I am not so into Linux and I have the following problem related to how permanentlyunset some environment variables.
The problem is that each time that I log into my system, performing the env command I obtain some variables that I have to permanently remove, in particular:
my.username@VHCLWSO2AS02:~$ env
..........................................
HTTP_PROXY=http://127.0.0.1:3128
HTTPS_PROXY=http://127.0.0.1:3128
http_proxy=http://127.0.0.1:3128
https_proxy=http://127.0.0.1:3128
.........................................
.........................................
.........................................
these for variables related to proxy have to be permanently removed (for all the users, also for the root user) and I am not sure how to do it.
The .profile file inside the logged user home direcoty contains:
# ~/.profile: executed by the command interpreter for login shells.
# This file is not read by bash(1), if ~/.bash_profile or ~/.bash_login
# exists.
# see /usr/share/doc/bash/examples/startup-files for examples.
# the files are located in the bash-doc package.
# the default umask is set in /etc/profile; for setting the umask
# for ssh logins, install and configure the libpam-umask package.
#umask 022
# if running bash
if [ -n "$BASH_VERSION" ]; then
# include .bashrc if it exists
if [ -f "$HOME/.bashrc" ]; then
. "$HOME/.bashrc"
fi
fi
# set PATH so it includes user's private bin if it exists
if [ -d "$HOME/bin" ] ; then
PATH="$HOME/bin:$PATH"
fi
# set PATH so it includes user's private bin if it exists
if [ -d "$HOME/.local/bin" ] ; then
PATH="$HOME/.local/bin:$PATH"
fi
I can't see environment variales declaration inside this file.
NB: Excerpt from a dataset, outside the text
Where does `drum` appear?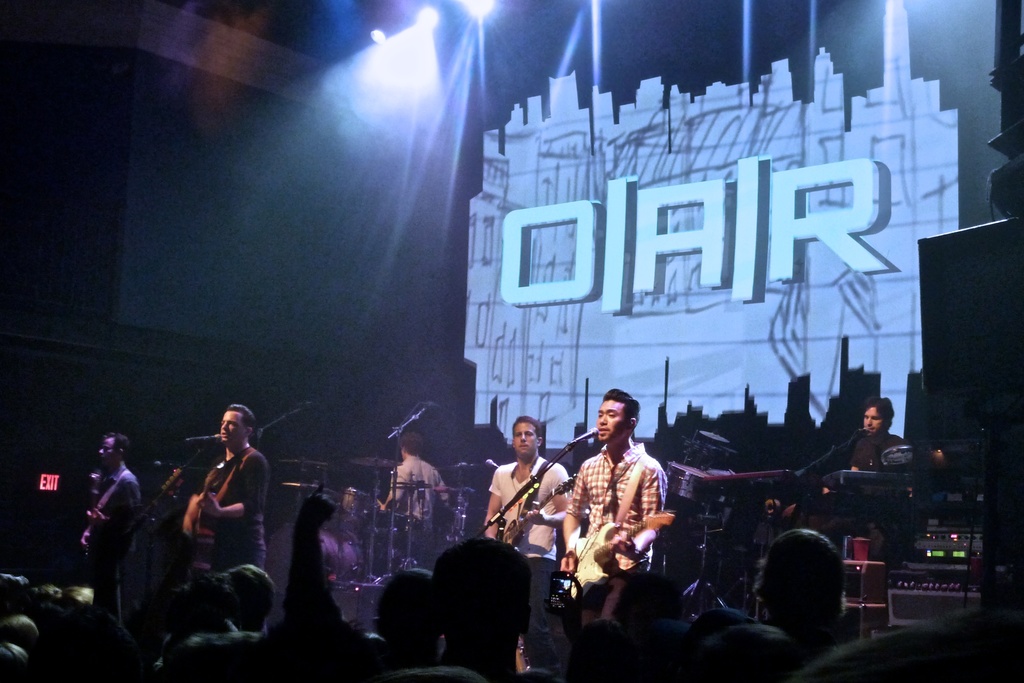
Appears at [340,490,377,516].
The .bashrc file inside the logged user home directory contains:
# sleep 10; alert
alias alert='notify-send --urgency=low -i "$([ $? = 0 ] && echo terminal || echo error)" "$(history|tail -n1|sed -e '\''s/^\s*[0-9]\+\s*//;s/[;&|]\s*alert$//'$
# Alias definitions.
# You may want to put all your additions into a separate file like
# ~/.bash_aliases, instead of adding them here directly.
# See /usr/share/doc/bash-doc/examples in the bash-doc package.
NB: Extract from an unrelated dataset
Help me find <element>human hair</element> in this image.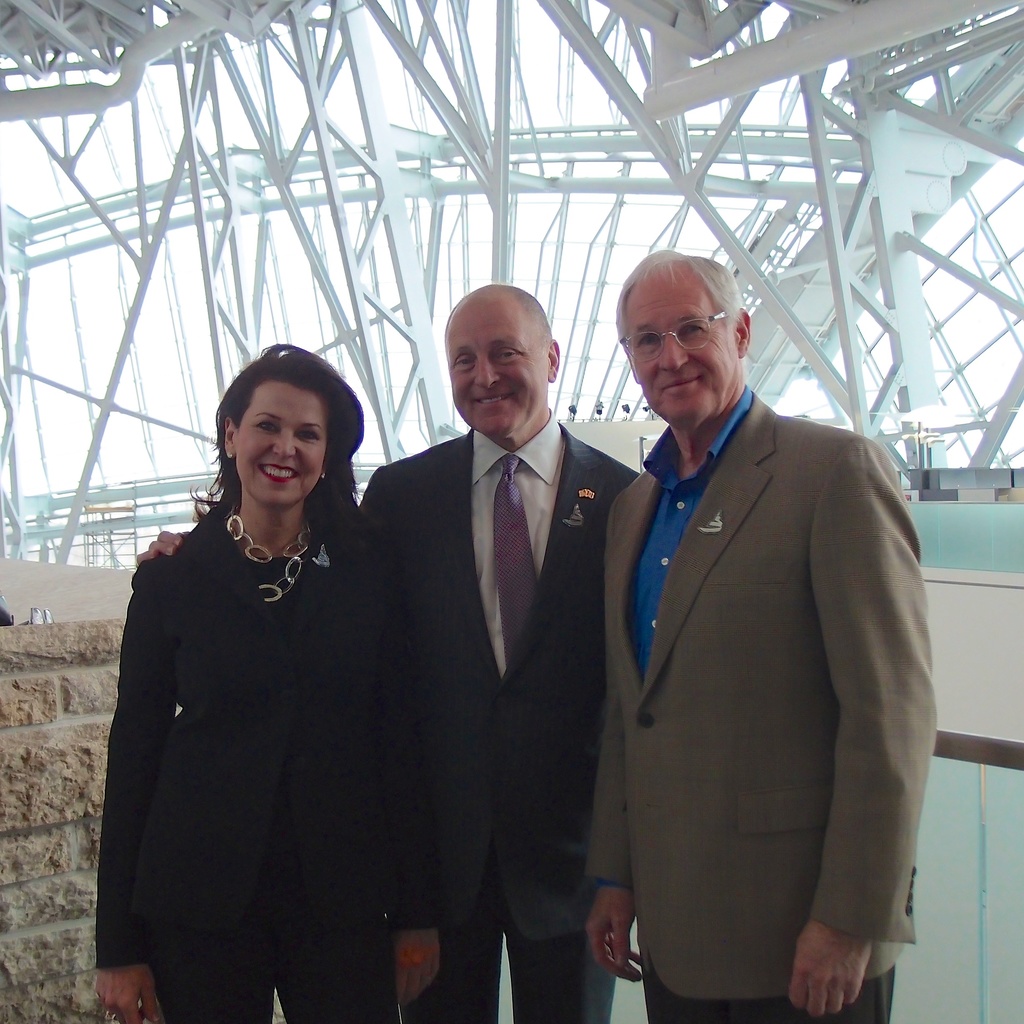
Found it: (left=501, top=287, right=558, bottom=356).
if [ -f ~/.bash_aliases ]; then
. ~/.bash_aliases
fi
# enable programmable completion features (you don't need to enable
# this, if it's already enabled in /etc/bash.bashrc and /etc/profile
# sources /etc/bash.bashrc).
if ! shopt -oq posix; then
if [ -f /usr/share/bash-completion/bash_completion ]; then
. /usr/share/bash-completion/bash_completion
elif [ -f /etc/bash_completion ]; then
. /etc/bash_completion
fi
fi
The /etc/environment file should contain evironmnet variables declaration that affect the system as a whole (rather than just a particular user) contains:
PATH="/usr/local/sbin:/usr/local/bin:/usr/sbin:/usr/bin:/sbin:/bin:/usr/games:/usr/local/games"
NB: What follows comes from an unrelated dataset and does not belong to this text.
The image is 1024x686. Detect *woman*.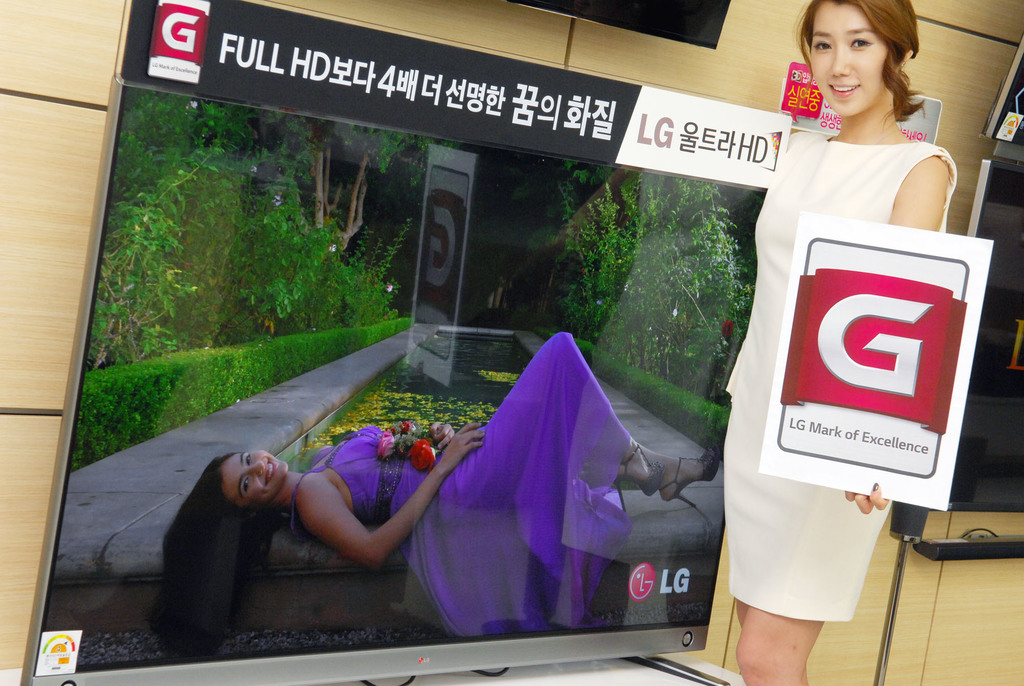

#http_proxy=http://10.173.17.92:3128
#https_proxy=http://10.173.17.92:3128
#HTTP_PROXY=http://10.173.17.92:3128
#HTTPS_PROXY=http://10.173.17.92:3128
This contains my variables definition, I commented out these variables to permanently unset them some times ago. I never restarted the system because it is a server and I can't do it. I am not sure that this no restart situation can be the cause of my problem (I can just log out the session).
Why I still obtain these variable each time that I log again into my system via SSH? What have I to do to permanently delete these variables? What am I missing?